Claims by the press and Conservatives that Labour leader Jeremy Corbyn supported the IRA have been dismissed as baseless slurs by Shadow Education Secretary Angela Rayner.
“I think it’s a bit of dead cat because the Conservatives know at the moment they are on the rack, because they are trying to bring in a dementia tax which will hurt older people,” Rayner told the Independent on Monday.
“Jeremy Corbyn on [the Sky News program with] Sophy Ridge did condemn the bombing [by the] IRA, he did condemn that bombing and he was quite clear about that.
She said Labour had a “proud record” of bringing together the peace process in Northern Ireland.
Corbyn was involved in the Troops Out Movement, a diverse campaign which is generally held to have been pro-Republican rather than pro-IRA.
In an interview on the Rupert Murdoch-owned Sky News channel on Sunday, Corbyn was asked to condemn the IRA specifically.
He went further by condemning all the violence on all sides which wreaked havoc in Northern Ireland and on the British mainland during the conflict.
"There were Loyalist bombs as well. I condemn all the bombing by both the Loyalists and the IRA."
"I recognized that you had to bring about a peace process in Ireland. I did my best to assist in that process and that is the way you bring about peace anywhere in the world,” he said.
Opponents of Corbyn have often linked him with support for the IRA.
He was one of the first British politicians to invite Sinn Fein leaders Martin McGuinness and Gerry Adams to Parliament. Sinn Fein was viewed as the political wing of the IRA.
According to a report by the Telegraph – which is owned by the billionaire Barclay brothers – MI5 went as far as opening a file on Corbyn but appears to have found no actionable evidence to indicate he was a supporter of, or collaborator with, the IRA.

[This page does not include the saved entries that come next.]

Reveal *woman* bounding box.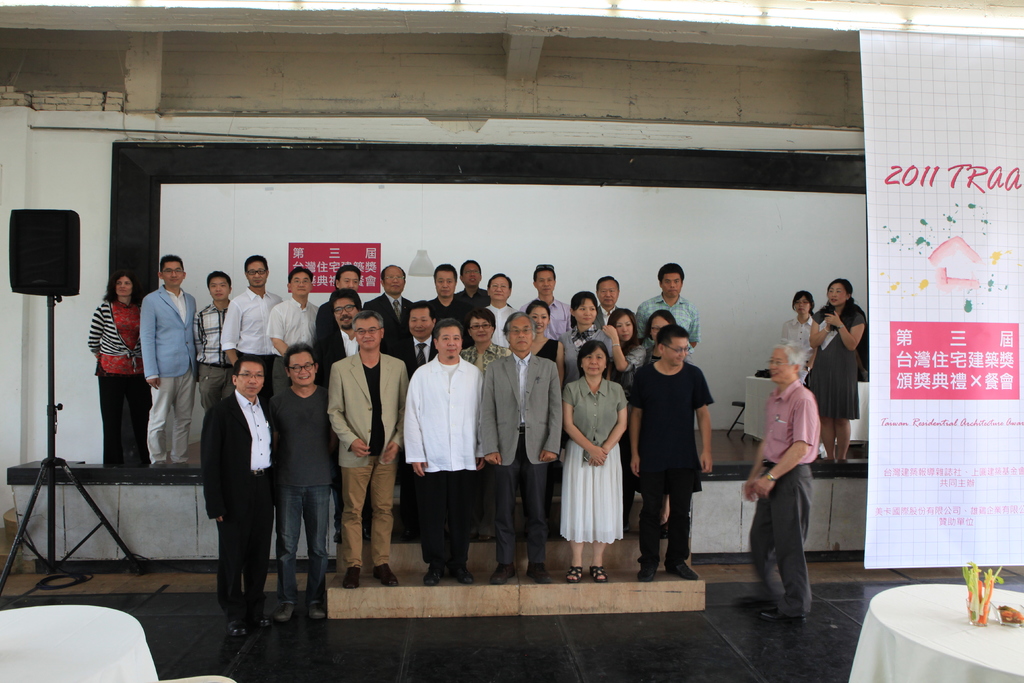
Revealed: (458, 309, 511, 545).
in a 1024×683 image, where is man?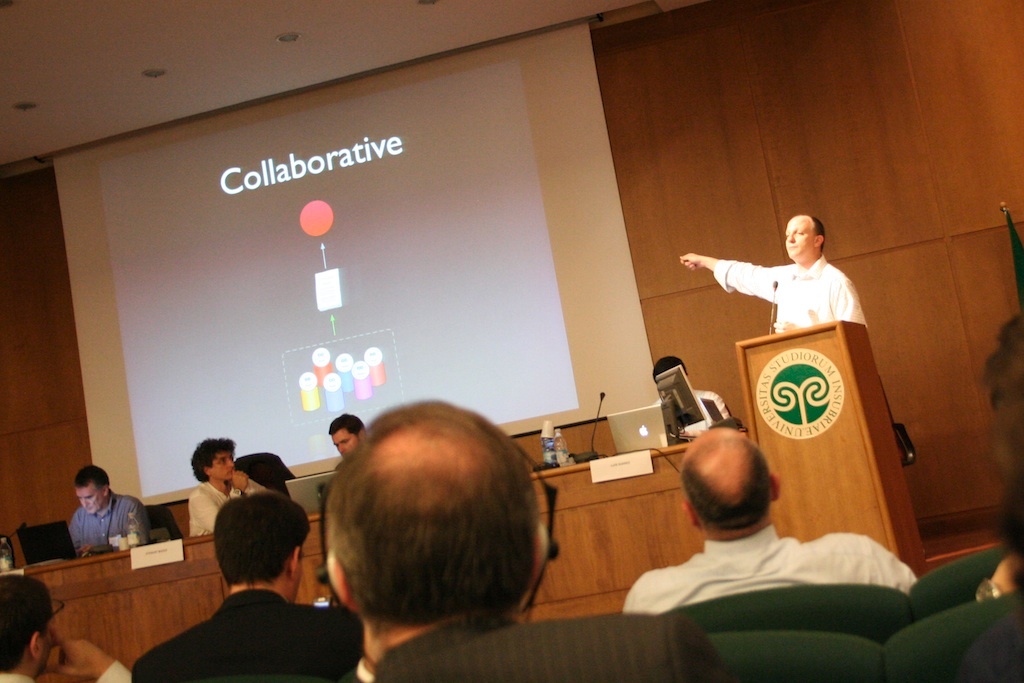
{"x1": 685, "y1": 222, "x2": 886, "y2": 351}.
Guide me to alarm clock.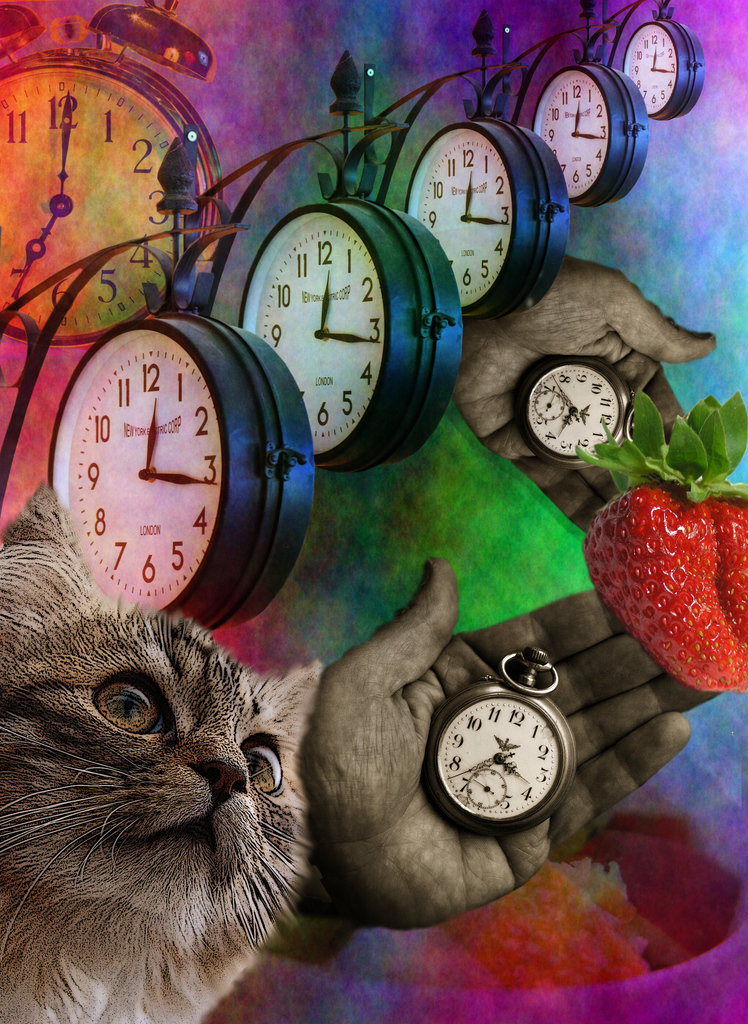
Guidance: <bbox>403, 118, 566, 328</bbox>.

However, speaking to the Irish News Letter publication on Monday, current Northern Ireland Secretary James Brokenshire said of Corbyn and Shadow Chancellor John McDonnell: "Their complete failure unequivocally to condemn terrorism, and to attempt to contextualize it, are deeply worrying coming from two people who in just over two weeks seek to be entrusted with the security of the United Kingdom.”